Every year at this time, I reflect on what my journey in recovery means. This year, I can’t help but think that these events I’m promoting would not even be a possibility had I not taken that very difficult first step 18 years ago.
I clearly remember, less than a week out of jail, firing up a joint in the back room of my apartment on April 11, 2008. In the aftermath of that afternoon, that ton-of-bricks feeling hit me that I was already starting the cycle again. The decision that day that I was done with everything, including filling in the gaps between drinking sprees with other drugs I didn’t find as harmful, wasn’t easy or magical. It was only after I headed straight into that storm of pain that the magic would happen. I had to go through it. And it hurt, but I did it, one day at a time.

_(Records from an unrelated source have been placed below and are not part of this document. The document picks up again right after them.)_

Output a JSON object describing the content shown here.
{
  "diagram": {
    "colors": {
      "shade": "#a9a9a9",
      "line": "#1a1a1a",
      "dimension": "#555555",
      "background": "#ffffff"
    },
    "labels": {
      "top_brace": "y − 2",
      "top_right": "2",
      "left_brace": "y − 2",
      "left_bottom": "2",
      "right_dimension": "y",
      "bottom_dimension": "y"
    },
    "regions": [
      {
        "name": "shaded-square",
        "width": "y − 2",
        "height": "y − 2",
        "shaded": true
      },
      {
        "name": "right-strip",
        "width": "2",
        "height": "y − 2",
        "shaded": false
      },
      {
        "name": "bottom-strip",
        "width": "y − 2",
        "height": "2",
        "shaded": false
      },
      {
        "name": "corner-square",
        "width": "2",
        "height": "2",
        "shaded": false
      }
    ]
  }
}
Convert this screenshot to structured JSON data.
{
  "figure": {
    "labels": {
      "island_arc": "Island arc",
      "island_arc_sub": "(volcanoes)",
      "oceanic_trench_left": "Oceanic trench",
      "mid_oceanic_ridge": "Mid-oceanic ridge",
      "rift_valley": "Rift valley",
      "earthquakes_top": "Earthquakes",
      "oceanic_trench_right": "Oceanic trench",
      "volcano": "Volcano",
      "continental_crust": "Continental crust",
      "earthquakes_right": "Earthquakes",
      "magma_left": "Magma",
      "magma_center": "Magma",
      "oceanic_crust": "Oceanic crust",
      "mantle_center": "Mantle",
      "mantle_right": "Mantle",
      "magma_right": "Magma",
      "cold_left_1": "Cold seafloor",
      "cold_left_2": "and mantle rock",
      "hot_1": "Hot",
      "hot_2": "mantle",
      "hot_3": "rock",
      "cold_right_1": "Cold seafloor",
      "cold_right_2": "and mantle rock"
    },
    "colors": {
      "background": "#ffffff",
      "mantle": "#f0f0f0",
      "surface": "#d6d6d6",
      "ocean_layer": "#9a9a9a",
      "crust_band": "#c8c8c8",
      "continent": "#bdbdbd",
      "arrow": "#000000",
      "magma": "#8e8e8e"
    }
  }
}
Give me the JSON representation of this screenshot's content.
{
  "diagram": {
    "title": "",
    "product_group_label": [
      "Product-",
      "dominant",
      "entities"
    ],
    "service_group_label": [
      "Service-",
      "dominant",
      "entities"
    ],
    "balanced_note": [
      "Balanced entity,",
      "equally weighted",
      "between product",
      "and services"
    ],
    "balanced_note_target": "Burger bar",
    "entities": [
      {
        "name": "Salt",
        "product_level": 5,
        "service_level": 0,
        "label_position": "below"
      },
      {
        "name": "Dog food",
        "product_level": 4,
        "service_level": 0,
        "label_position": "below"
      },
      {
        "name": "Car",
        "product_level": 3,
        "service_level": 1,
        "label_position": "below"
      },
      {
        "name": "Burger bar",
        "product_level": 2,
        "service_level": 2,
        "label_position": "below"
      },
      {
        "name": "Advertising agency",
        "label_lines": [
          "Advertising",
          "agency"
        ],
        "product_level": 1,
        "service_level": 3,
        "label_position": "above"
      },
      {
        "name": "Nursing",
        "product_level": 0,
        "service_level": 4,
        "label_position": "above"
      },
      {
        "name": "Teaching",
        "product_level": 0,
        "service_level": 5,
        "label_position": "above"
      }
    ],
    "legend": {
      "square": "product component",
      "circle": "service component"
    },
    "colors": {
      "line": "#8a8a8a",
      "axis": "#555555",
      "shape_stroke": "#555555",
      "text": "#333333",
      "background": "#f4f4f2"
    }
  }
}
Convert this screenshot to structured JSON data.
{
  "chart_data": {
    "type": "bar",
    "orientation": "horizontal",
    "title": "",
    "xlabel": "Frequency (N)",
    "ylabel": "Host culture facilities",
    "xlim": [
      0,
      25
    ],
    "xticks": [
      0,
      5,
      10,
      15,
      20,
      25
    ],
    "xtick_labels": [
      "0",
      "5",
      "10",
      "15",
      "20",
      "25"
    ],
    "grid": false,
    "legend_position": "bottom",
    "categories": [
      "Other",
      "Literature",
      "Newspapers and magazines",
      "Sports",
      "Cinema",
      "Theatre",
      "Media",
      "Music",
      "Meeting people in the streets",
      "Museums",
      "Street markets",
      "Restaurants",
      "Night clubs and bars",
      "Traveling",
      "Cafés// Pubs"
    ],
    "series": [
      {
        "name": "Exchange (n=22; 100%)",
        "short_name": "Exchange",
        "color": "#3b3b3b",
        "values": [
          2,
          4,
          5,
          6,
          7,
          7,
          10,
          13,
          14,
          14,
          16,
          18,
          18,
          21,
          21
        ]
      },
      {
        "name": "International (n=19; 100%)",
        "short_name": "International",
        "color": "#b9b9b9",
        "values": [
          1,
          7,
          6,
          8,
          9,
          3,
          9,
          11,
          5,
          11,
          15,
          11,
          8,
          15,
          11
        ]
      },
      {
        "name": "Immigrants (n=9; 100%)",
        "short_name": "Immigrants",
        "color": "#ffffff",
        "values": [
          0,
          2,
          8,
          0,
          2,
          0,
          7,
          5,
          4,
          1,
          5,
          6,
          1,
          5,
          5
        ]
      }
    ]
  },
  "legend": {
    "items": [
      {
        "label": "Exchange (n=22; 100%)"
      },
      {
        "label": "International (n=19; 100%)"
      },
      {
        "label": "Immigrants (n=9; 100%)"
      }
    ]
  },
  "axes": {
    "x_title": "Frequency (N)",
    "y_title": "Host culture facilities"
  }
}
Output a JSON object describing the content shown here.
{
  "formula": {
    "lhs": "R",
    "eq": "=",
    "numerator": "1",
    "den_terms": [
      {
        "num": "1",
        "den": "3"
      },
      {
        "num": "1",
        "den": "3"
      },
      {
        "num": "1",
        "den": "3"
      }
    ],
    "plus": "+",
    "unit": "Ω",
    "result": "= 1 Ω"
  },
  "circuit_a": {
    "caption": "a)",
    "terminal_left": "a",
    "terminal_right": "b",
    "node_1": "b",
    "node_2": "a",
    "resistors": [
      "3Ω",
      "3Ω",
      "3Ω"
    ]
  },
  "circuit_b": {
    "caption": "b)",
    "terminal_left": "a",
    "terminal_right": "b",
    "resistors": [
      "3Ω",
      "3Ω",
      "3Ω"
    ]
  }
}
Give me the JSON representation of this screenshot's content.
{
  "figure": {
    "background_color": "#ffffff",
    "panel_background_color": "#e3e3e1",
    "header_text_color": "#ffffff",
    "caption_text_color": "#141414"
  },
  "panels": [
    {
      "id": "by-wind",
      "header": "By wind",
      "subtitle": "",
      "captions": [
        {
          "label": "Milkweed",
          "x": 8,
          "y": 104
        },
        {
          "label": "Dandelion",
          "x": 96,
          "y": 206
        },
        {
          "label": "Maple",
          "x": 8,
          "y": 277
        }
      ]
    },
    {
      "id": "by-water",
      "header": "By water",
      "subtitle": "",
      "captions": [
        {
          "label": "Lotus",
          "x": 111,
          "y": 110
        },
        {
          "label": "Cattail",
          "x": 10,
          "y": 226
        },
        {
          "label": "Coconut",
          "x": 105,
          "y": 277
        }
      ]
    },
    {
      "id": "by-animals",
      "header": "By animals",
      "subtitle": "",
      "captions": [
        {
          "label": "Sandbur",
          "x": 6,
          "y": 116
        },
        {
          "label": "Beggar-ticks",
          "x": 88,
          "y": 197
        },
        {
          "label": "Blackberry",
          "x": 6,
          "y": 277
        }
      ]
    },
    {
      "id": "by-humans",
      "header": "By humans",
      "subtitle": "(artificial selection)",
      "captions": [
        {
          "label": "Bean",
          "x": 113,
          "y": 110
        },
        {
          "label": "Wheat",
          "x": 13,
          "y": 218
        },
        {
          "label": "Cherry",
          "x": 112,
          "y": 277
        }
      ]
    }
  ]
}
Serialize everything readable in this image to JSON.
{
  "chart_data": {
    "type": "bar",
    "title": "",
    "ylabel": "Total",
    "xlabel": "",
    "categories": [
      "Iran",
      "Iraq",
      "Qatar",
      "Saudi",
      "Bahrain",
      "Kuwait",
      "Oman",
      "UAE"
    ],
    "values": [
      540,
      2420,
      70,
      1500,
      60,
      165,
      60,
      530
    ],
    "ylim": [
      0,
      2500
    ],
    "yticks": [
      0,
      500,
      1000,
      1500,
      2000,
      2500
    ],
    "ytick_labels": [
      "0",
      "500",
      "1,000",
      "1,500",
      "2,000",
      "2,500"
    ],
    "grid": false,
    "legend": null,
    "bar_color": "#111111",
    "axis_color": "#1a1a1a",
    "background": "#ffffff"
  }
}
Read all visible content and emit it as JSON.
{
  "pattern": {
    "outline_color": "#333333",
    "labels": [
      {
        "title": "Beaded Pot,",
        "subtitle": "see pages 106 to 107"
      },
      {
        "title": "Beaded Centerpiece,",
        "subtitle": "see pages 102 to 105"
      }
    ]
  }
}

That moment, 18 years later, feels different today than it did then. Just like that album. Listening to it last week evoked some of the same emotions of 29 years ago while also recalling different emotions from when I listened to it 10 years ago, five years ago, two years ago. It’s the same album, with different memories and feelings associated over time.
Listening to the album again as I wrote this, I thought of how people can potentially continue to view Lucy’s Way through new lenses, how it can affect new readers differently over time as we enter this next year, as I continue to promote it in the hopes of getting it into the hands of whoever needs its message next.
I also realized one other thing.
That album, 29 years later, it’s still a masterpiece.